China has tightened controls on trading in its yuan to discourage speculators after a decline against the US dollar amid a tariff dispute with Washington fueled fears of a damaging outflow of capital from the world’s second-largest economy.
Traders must post a 20 percent deposit starting yesterday for contracts to buy or sell yuan on a future date. That raises the cost of betting it will drop and might help to discourage speculative trading.
The tightly controlled yuan has been allowed to decline by about 8 percent against the US dollar since early February.
Photo: Reuters
That helps Chinese exporters that face US tariff hikes by lowering their prices in US dollar terms, but it also encourages investors to shift money out of China, which would have a broader impact by raising financing costs for other industries.
On Friday, the yuan slipped to a 13-month low of 6.91 to the US dollar, close to the highly symbolic level of 7, before strengthening to 6.83 after the margin requirement was announced.
The US-Chinese tariff fight prompted suggestions that Beijing might weaken the yuan to help exporters.
However, analysts say the decline has been driven mostly by China’s slowing economic growth and the diverging direction of US and Chinese interest rates.

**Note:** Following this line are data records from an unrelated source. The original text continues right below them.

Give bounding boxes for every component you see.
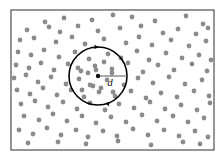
scatter-dot [51, 112, 56, 117]
scatter-dot [43, 20, 48, 25]
scatter-dot [206, 26, 211, 31]
scatter-dot [102, 37, 107, 42]
scatter-dot [147, 58, 152, 63]
scatter-dot [200, 78, 205, 83]
scatter-dot [109, 115, 114, 120]
scatter-dot [183, 82, 188, 87]
scatter-dot [27, 66, 32, 71]
scatter-dot [111, 90, 116, 95]
scatter-dot [70, 35, 75, 40]
scatter-dot [204, 39, 209, 44]
scatter-dot [126, 61, 131, 66]
scatter-dot [74, 128, 79, 133]
scatter-dot [65, 119, 70, 124]
figure-canvas: d [0, 0, 224, 161]
scatter-dot [62, 16, 67, 21]
scatter-dot [195, 108, 200, 113]
scatter-dot [103, 108, 108, 113]
scatter-dot [184, 14, 189, 19]
scatter-dot [144, 96, 149, 101]
scatter-dot [15, 88, 20, 93]
scatter-dot [77, 77, 82, 82]
scatter-dot [177, 134, 182, 139]
scatter-dot [124, 120, 129, 125]
scatter-dot [41, 86, 46, 91]
scatter-dot [201, 22, 206, 27]
scatter-dot [12, 76, 17, 81]
scatter-dot [80, 88, 85, 93]
scatter-dot [47, 25, 52, 30]
scatter-dot [32, 36, 37, 41]
scatter-dot [206, 135, 211, 140]
scatter-dot [54, 40, 59, 45]
scatter-dot [52, 68, 57, 73]
scatter-dot [84, 142, 89, 147]
scatter-dot [49, 75, 54, 80]
scatter-dot [31, 132, 36, 137]
scatter-dot [169, 38, 174, 43]
scatter-dot [175, 95, 180, 100]
scatter-dot [24, 73, 29, 78]
scatter-dot [57, 55, 62, 60]
scatter-dot [208, 101, 213, 106]
scatter-dot [159, 91, 164, 96]
scatter-dot [96, 29, 101, 34]
scatter-dot [161, 31, 166, 36]
scatter-dot [187, 44, 192, 49]
scatter-dot [14, 63, 19, 68]
scatter-figure: d [0, 0, 224, 161]
scatter-dot [87, 57, 92, 62]
scatter-dot [116, 139, 121, 144]
scatter-dot [130, 15, 135, 20]
scatter-dot [207, 94, 212, 99]
scatter-dot [102, 60, 107, 65]
scatter-dot [101, 129, 106, 134]
scatter-dot [58, 30, 63, 35]
scatter-dot [29, 53, 34, 58]
scatter-dot [141, 70, 146, 75]
scatter-dot [39, 61, 44, 66]
scatter-dot [146, 133, 151, 138]
scatter-dot [94, 121, 99, 126]
scatter-dot [59, 133, 64, 138]
scatter-dot [117, 102, 122, 107]
scatter-dot [28, 92, 33, 97]
scatter-dot [129, 89, 134, 94]
scatter-dot [149, 143, 154, 148]
scatter-dot [86, 135, 91, 140]
scatter-dot [45, 126, 50, 131]
scatter-dot [197, 53, 202, 58]
scatter-dot [88, 83, 93, 88]
scatter-dot [135, 49, 140, 54]
scatter-dot [37, 118, 42, 123]
scatter-dot [46, 105, 51, 110]
scatter-dot [155, 119, 160, 124]
scatter-dot [190, 62, 195, 67]
scatter-dot [118, 26, 123, 31]
scatter-dot [94, 68, 99, 73]
circle-center-dot [96, 74, 100, 78]
scatter-dot [80, 114, 85, 119]
scatter-dot [176, 27, 181, 32]
scatter-dot [86, 71, 91, 76]
scatter-dot [42, 48, 47, 53]
scatter-dot [139, 24, 144, 29]
scatter-dot [131, 127, 136, 132]
scatter-dot [156, 63, 161, 68]
scatter-dot [76, 66, 81, 71]
scatter-dot [55, 93, 60, 98]
scatter-dot [75, 107, 80, 112]
scatter-dot [180, 56, 185, 61]
scatter-dot [136, 76, 141, 81]
scatter-dot [33, 99, 38, 104]
scatter-dot [99, 86, 104, 91]
scatter-dot [124, 41, 129, 46]
scatter-dot [82, 95, 87, 100]
scatter-dot [162, 128, 167, 133]
scatter-dot [148, 100, 153, 105]
scatter-dot [19, 102, 24, 107]
scatter-dot [66, 62, 71, 67]
scatter-dot [202, 116, 207, 121]
scatter-dot [61, 100, 66, 105]
scatter-dot [132, 106, 137, 111]
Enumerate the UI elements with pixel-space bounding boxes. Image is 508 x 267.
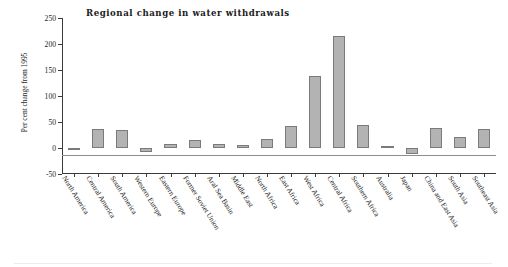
bar [140,148,152,152]
chart-title: Regional change in water withdrawals [86,8,290,18]
y-tick-mark [58,122,62,123]
y-tick-label: 100 [45,92,56,101]
y-axis-title: Per cent change from 1995 [20,18,29,168]
bar [237,145,249,148]
x-tick-label: Middle East [229,174,255,209]
bar [261,139,273,148]
bar [478,129,490,148]
bar [285,126,297,148]
x-tick-label: North Africa [253,174,280,210]
bar [164,144,176,148]
y-tick-label: 150 [45,66,56,75]
bottom-divider [14,263,492,264]
y-tick-label: 250 [45,14,56,23]
bar [454,137,466,148]
y-tick-label: 200 [45,40,56,49]
y-tick-mark [58,148,62,149]
plot-area: 250200150100500-50 [62,18,496,174]
bar [213,144,225,148]
bar [381,146,393,148]
zero-baseline [62,155,496,156]
chart-figure: Regional change in water withdrawals Per… [0,0,508,267]
x-axis-labels: North AmericaCentral AmericaSouth Americ… [62,174,508,267]
x-tick-label: Japan [398,174,414,193]
y-tick-label: 50 [48,118,56,127]
bar [189,140,201,148]
x-tick-label: West Africa [302,174,328,208]
x-tick-label: South Asia [446,174,470,206]
x-tick-label: Australia [374,174,396,201]
bar [333,36,345,148]
bar [430,128,442,148]
y-axis-line [62,18,63,174]
x-tick-label: Southeast Asia [470,174,501,215]
bar [406,148,418,154]
x-tick-label: East Africa [277,174,302,206]
y-tick-mark [58,18,62,19]
bar [68,148,80,150]
y-tick-label: 0 [52,144,56,153]
bar [92,129,104,148]
bar [357,125,369,148]
bar [116,130,128,148]
y-tick-mark [58,70,62,71]
y-tick-mark [58,44,62,45]
y-tick-mark [58,96,62,97]
bar [309,76,321,148]
y-tick-label: -50 [46,170,56,179]
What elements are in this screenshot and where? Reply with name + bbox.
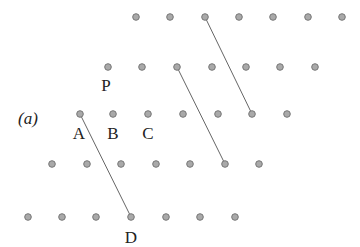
label-b: B <box>107 124 118 143</box>
lattice-point <box>209 64 216 71</box>
lattice-point <box>105 64 112 71</box>
label-d: D <box>125 228 137 247</box>
label-c: C <box>142 124 153 143</box>
lattice-point <box>339 14 346 21</box>
lattice-point <box>180 111 187 118</box>
lattice-point <box>197 214 204 221</box>
lattice-point <box>59 214 66 221</box>
lattice-point <box>139 64 146 71</box>
lattice-point <box>133 14 140 21</box>
lattice-point <box>215 111 222 118</box>
connecting-lines <box>80 17 252 217</box>
lattice-point <box>249 111 256 118</box>
lattice-point <box>305 14 312 21</box>
lattice-point <box>202 14 209 21</box>
lattice-point <box>153 161 160 168</box>
label-p: P <box>101 76 110 95</box>
lattice-point <box>277 64 284 71</box>
lattice-diagram: (a)PABCD <box>0 0 360 247</box>
lattice-point <box>284 111 291 118</box>
lattice-point <box>49 161 56 168</box>
label-a: A <box>73 124 86 143</box>
lattice-point <box>145 111 152 118</box>
lattice-point <box>174 64 181 71</box>
panel-label: (a) <box>18 109 38 128</box>
lattice-point <box>256 161 263 168</box>
lattice-point <box>163 214 170 221</box>
lattice-point <box>118 161 125 168</box>
lattice-point <box>77 111 84 118</box>
lattice-point <box>110 111 117 118</box>
lattice-point <box>312 64 319 71</box>
lattice-point <box>128 214 135 221</box>
lattice-points <box>25 14 346 221</box>
lattice-point <box>270 14 277 21</box>
lattice-point <box>84 161 91 168</box>
lattice-point <box>236 14 243 21</box>
lattice-point <box>222 161 229 168</box>
lattice-point <box>93 214 100 221</box>
lattice-point <box>25 214 32 221</box>
lattice-point <box>187 161 194 168</box>
lattice-point <box>243 64 250 71</box>
lattice-point <box>232 214 239 221</box>
lattice-point <box>167 14 174 21</box>
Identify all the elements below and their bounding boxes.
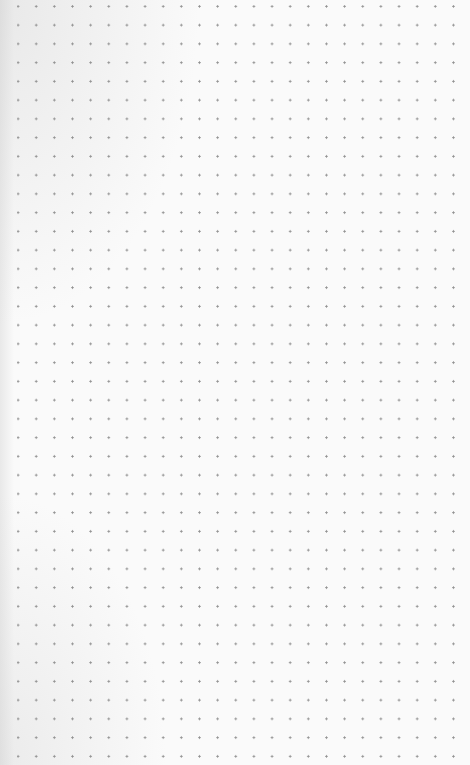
dot-grid-pattern	[17, 5, 457, 761]
dot-grid-paper	[0, 0, 470, 765]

Washington on July 6 imposed 25 percent tariffs on US$34 billion of Chinese goods and is considering an increase on an additional US$16 billion, with another US$200 billion list of goods threatened.
Beijing matched Washington’s first round of increases and on Friday threatened penalty charges on another US$60 billion of US imports.
Chinese leaders have tried to stick to long-term economic plans, resisting US President Donald Trump’s demands to change industry development strategies Washington and other governments say violate their market-opening commitments.
That business-as-usual approach has included the People’s Bank of China allowing the yuan to fluctuate more widely.
Beijing is seeking to make the exchange system more market-oriented and efficient.
The central bank “had been largely tolerant” of the yuan’s decline, IG Asia Pte Ltd analyst Pan Jingyi (潘婧怡) said in a report.
However, the latest changes “may have gathered concerns including capital flight,” Pan said.
The margin of decline against the US dollar has been unusually wide because other currencies in the basket used by the Chinese central bank to set exchange rates have not risen along with the greenback.
Compared with the overall basket, the yuan has declined by a smaller margin of 4 percent, according to Carl B. Weinberg of High-Frequency Economics.
“These are trivial moves in the medium term, despite volatility recently,” Weinberg said in a report.
The effectiveness of the latest controls will be limited, analysts said.
The yuan still faces downward pressure as Chinese and US interest rates head in opposite directions.
The US Federal Reserve is raising US rates, while Beijing eases access to credit to pep up cooling economic growth. That encourages investors to convert money into US dollars in search of higher returns.
Due to that, “the outlook of yuan remains weak,” CMC Markets analyst Margaret Yang (楊燕) said in a report.